Weekend Gold Coast Bulletin

CBA $5b raising looks shaky as share price hits intraday low

- PAUL GILDER

ONE of the nation’s biggest capital raisings risks becoming a fizzer, analysts say, with Commonweal­th Bank shares yesterday sliding below the price offered to retail investors in its $5 billion rights issue as global share markets totter.

CBA shares hit an intraday low of $71.26, below the $71.50 offer price lobbed last month, before rebounding in line with the broader market to close at $72.15.

Australia’s top lender by market value is just a bad trading day away from placing its cash drive in jeopardy, with the underwrite­rs of the remaining $2.9 billion offer – investment banks Morgan Stanley and UBS – faced with a potentiall­y hefty bill after committing to soak up any shortfall when the offer closes at 5pm on Tuesday.

Goldman Sachs is in the same boat, albeit to a much smaller degree, as the underwrite­r to department store Myer’s poorly received $221 million raising announced earlier this week.

Myer, which offered shareholde­rs two new shares for every five held at 94¢ a share while also tabling a 70 per cent slide in net profit for 2014-15, saw its shares plunge more than 20 per cent to an all-time low of 90¢ days after the announceme­nt.

For CBA, such a slump in its share price would have seemed unthinkabl­e when it launched its bumper offer on August 12, with the one-for-23 deal priced at a 10.5 per cent discount to its then $82.12 share price.

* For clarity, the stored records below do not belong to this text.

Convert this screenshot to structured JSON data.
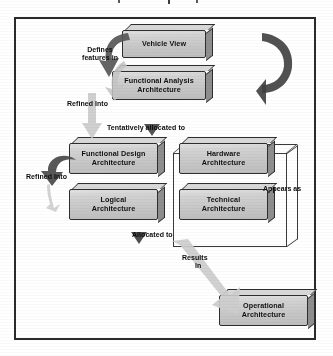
{
  "diagram": {
    "title_fragment_visible": false,
    "frame": {
      "border_color": "#2b2b2b",
      "background": "#ffffff"
    },
    "palette": {
      "box_fill": "#cfcfcf",
      "box_border": "#2e2e2e",
      "box_side_shadow": "#8e8e8e",
      "text": "#111111",
      "arrow_dark": "#4f4f4f",
      "arrow_light": "#c9c9c9"
    },
    "nodes": [
      {
        "id": "vehicle-view",
        "label": "Vehicle View",
        "lines": [
          "Vehicle View"
        ]
      },
      {
        "id": "functional-analysis",
        "label": "Functional Analysis Architecture",
        "lines": [
          "Functional Analysis",
          "Architecture"
        ]
      },
      {
        "id": "functional-design",
        "label": "Functional Design Architecture",
        "lines": [
          "Functional Design",
          "Architecture"
        ]
      },
      {
        "id": "hardware-architecture",
        "label": "Hardware Architecture",
        "lines": [
          "Hardware",
          "Architecture"
        ]
      },
      {
        "id": "logical-architecture",
        "label": "Logical Architecture",
        "lines": [
          "Logical",
          "Architecture"
        ]
      },
      {
        "id": "technical-architecture",
        "label": "Technical Architecture",
        "lines": [
          "Technical",
          "Architecture"
        ]
      },
      {
        "id": "operational-architecture",
        "label": "Operational Architecture",
        "lines": [
          "Operational",
          "Architecture"
        ]
      }
    ],
    "connectors": [
      {
        "id": "defines-features-in",
        "label": "Defines features in",
        "lines": [
          "Defines",
          "features in"
        ],
        "from": "vehicle-view",
        "to": "functional-analysis",
        "arrow_style": "curved-dark-down"
      },
      {
        "id": "refined-into-top",
        "label": "Refined Into",
        "lines": [
          "Refined Into"
        ],
        "from": "functional-analysis",
        "to": "functional-design",
        "arrow_style": "straight-light-down"
      },
      {
        "id": "tentatively-allocated",
        "label": "Tentatively allocated to",
        "lines": [
          "Tentatively allocated to"
        ],
        "from": "functional-design",
        "to": "hardware-architecture",
        "arrow_style": "small-dark-right"
      },
      {
        "id": "refined-into-left",
        "label": "Refined Into",
        "lines": [
          "Refined Into"
        ],
        "from": "functional-design",
        "to": "logical-architecture",
        "arrow_style": "curved-hook-down"
      },
      {
        "id": "appears-as",
        "label": "Appears as",
        "lines": [
          "Appears as"
        ],
        "from": "hardware-architecture",
        "to": "technical-architecture",
        "arrow_style": "curved-dark-right"
      },
      {
        "id": "allocated-to",
        "label": "Allocated to",
        "lines": [
          "Allocated to"
        ],
        "from": "logical-architecture",
        "to": "technical-architecture",
        "arrow_style": "small-dark-right"
      },
      {
        "id": "results-in",
        "label": "Results In",
        "lines": [
          "Results",
          "In"
        ],
        "from": "technical-architecture",
        "to": "operational-architecture",
        "arrow_style": "diagonal-light-down-right"
      }
    ]
  }
}
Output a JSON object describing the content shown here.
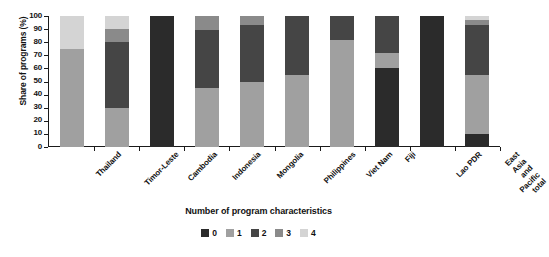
{
  "chart_data": {
    "type": "bar",
    "subtype": "stacked-bar-100",
    "title": "",
    "xlabel": "Number of program characteristics",
    "ylabel": "Share of programs (%)",
    "ylim": [
      0,
      100
    ],
    "yticks": [
      0,
      10,
      20,
      30,
      40,
      50,
      60,
      70,
      80,
      90,
      100
    ],
    "grid": false,
    "legend_position": "bottom",
    "categories": [
      "Thailand",
      "Timor-Leste",
      "Cambodia",
      "Indonesia",
      "Mongolia",
      "Philippines",
      "Viet Nam",
      "Fiji",
      "Lao PDR",
      "East Asia and\nPacific total"
    ],
    "series": [
      {
        "name": "0",
        "color": "#2b2b2b",
        "values": [
          0,
          0,
          100,
          0,
          0,
          0,
          0,
          60,
          100,
          10
        ]
      },
      {
        "name": "1",
        "color": "#a0a0a0",
        "values": [
          75,
          30,
          0,
          45,
          50,
          55,
          82,
          12,
          0,
          45
        ]
      },
      {
        "name": "2",
        "color": "#454545",
        "values": [
          0,
          50,
          0,
          44,
          43,
          45,
          18,
          28,
          0,
          38
        ]
      },
      {
        "name": "3",
        "color": "#8a8a8a",
        "values": [
          0,
          10,
          0,
          11,
          7,
          0,
          0,
          0,
          0,
          4
        ]
      },
      {
        "name": "4",
        "color": "#d4d4d4",
        "values": [
          25,
          10,
          0,
          0,
          0,
          0,
          0,
          0,
          0,
          3
        ]
      }
    ],
    "legend_entries": [
      {
        "label": "0",
        "color": "#2b2b2b"
      },
      {
        "label": "1",
        "color": "#a0a0a0"
      },
      {
        "label": "2",
        "color": "#454545"
      },
      {
        "label": "3",
        "color": "#8a8a8a"
      },
      {
        "label": "4",
        "color": "#d4d4d4"
      }
    ]
  }
}
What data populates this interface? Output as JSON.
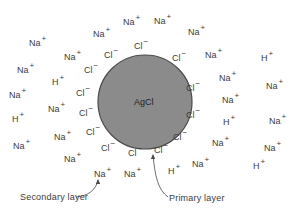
{
  "diagram": {
    "type": "colloid-particle-adsorption",
    "particle": {
      "label": "AgCl",
      "cx": 145,
      "cy": 102,
      "r": 47,
      "fill": "#8b8b8b",
      "stroke": "#4a4a4a"
    },
    "primary_layer_ions": [
      {
        "base": "Cl",
        "charge": "−",
        "x": 134,
        "y": 42
      },
      {
        "base": "Cl",
        "charge": "−",
        "x": 104,
        "y": 51
      },
      {
        "base": "Cl",
        "charge": "−",
        "x": 172,
        "y": 54
      },
      {
        "base": "Cl",
        "charge": "−",
        "x": 84,
        "y": 66
      },
      {
        "base": "Cl",
        "charge": "−",
        "x": 186,
        "y": 84
      },
      {
        "base": "Cl",
        "charge": "−",
        "x": 76,
        "y": 89
      },
      {
        "base": "Cl",
        "charge": "−",
        "x": 79,
        "y": 109
      },
      {
        "base": "Cl",
        "charge": "−",
        "x": 186,
        "y": 111
      },
      {
        "base": "Cl",
        "charge": "−",
        "x": 86,
        "y": 128
      },
      {
        "base": "Cl",
        "charge": "−",
        "x": 173,
        "y": 133
      },
      {
        "base": "Cl",
        "charge": "−",
        "x": 101,
        "y": 144
      },
      {
        "base": "Cl",
        "charge": "−",
        "x": 128,
        "y": 149
      },
      {
        "base": "Cl",
        "charge": "−",
        "x": 154,
        "y": 146
      }
    ],
    "secondary_layer_ions": [
      {
        "base": "Na",
        "charge": "+",
        "x": 123,
        "y": 18
      },
      {
        "base": "Na",
        "charge": "+",
        "x": 154,
        "y": 17
      },
      {
        "base": "Na",
        "charge": "+",
        "x": 93,
        "y": 30
      },
      {
        "base": "Na",
        "charge": "+",
        "x": 188,
        "y": 28
      },
      {
        "base": "Na",
        "charge": "+",
        "x": 29,
        "y": 39
      },
      {
        "base": "Na",
        "charge": "+",
        "x": 64,
        "y": 53
      },
      {
        "base": "Na",
        "charge": "+",
        "x": 205,
        "y": 51
      },
      {
        "base": "H",
        "charge": "+",
        "x": 261,
        "y": 54
      },
      {
        "base": "Na",
        "charge": "+",
        "x": 17,
        "y": 66
      },
      {
        "base": "Na",
        "charge": "+",
        "x": 219,
        "y": 74
      },
      {
        "base": "H",
        "charge": "+",
        "x": 52,
        "y": 78
      },
      {
        "base": "Na",
        "charge": "+",
        "x": 266,
        "y": 82
      },
      {
        "base": "Na",
        "charge": "+",
        "x": 9,
        "y": 91
      },
      {
        "base": "Na",
        "charge": "+",
        "x": 222,
        "y": 96
      },
      {
        "base": "Na",
        "charge": "+",
        "x": 48,
        "y": 105
      },
      {
        "base": "H",
        "charge": "+",
        "x": 12,
        "y": 115
      },
      {
        "base": "H",
        "charge": "+",
        "x": 223,
        "y": 118
      },
      {
        "base": "Na",
        "charge": "+",
        "x": 269,
        "y": 117
      },
      {
        "base": "Na",
        "charge": "+",
        "x": 54,
        "y": 133
      },
      {
        "base": "Na",
        "charge": "+",
        "x": 212,
        "y": 139
      },
      {
        "base": "Na",
        "charge": "+",
        "x": 13,
        "y": 142
      },
      {
        "base": "Na",
        "charge": "+",
        "x": 264,
        "y": 144
      },
      {
        "base": "Na",
        "charge": "+",
        "x": 64,
        "y": 155
      },
      {
        "base": "Na",
        "charge": "+",
        "x": 192,
        "y": 160
      },
      {
        "base": "H",
        "charge": "+",
        "x": 253,
        "y": 162
      },
      {
        "base": "H",
        "charge": "+",
        "x": 168,
        "y": 167
      },
      {
        "base": "Na",
        "charge": "+",
        "x": 94,
        "y": 170
      },
      {
        "base": "Na",
        "charge": "+",
        "x": 124,
        "y": 170
      }
    ],
    "captions": {
      "secondary": {
        "text": "Secondary layer",
        "x": 20,
        "y": 192
      },
      "primary": {
        "text": "Primary layer",
        "x": 169,
        "y": 193
      }
    },
    "arrows": {
      "secondary": {
        "path": "M 76 197 C 88 196, 96 190, 98 180",
        "head_x": 98,
        "head_y": 180
      },
      "primary": {
        "path": "M 168 197 C 158 190, 155 176, 153 155",
        "head_x": 153,
        "head_y": 155
      }
    },
    "ink_color": "#3c3c3c"
  }
}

Since then, investors have been swamped by bad news, spooked by signs that China’s slowdown could prove longlastin­g and that its government appears to have run out of ideas on how to arrest a destabilis­ing share market rout.

Domestic data did little to restore confidence this week, with the latest growth and consumer spending figures both undershoot­ing expectatio­ns.

America was last night set to provide the next flashpoint for global markets, with investors ready to pounce on any weakness in the August jobs figures.

Australia’s benchmark ASX 200 closed up 0.3 per cent yesterday at 5040.6 points, but has lost almost 8 per cent since CBA lobbed its offer.

Australia’s biggest lenders have been hit with the challenge of finding more funds to meet stricter capital reserve rules after the banking regulator, the Australian Prudential Regulation Authority, said in July an additional $28 billion would likely need to be sourced.

Options-Xpress analyst Ben le Brun said CBA had consistent­ly traded at a premium to other internatio­nal banks but was now being dragged back.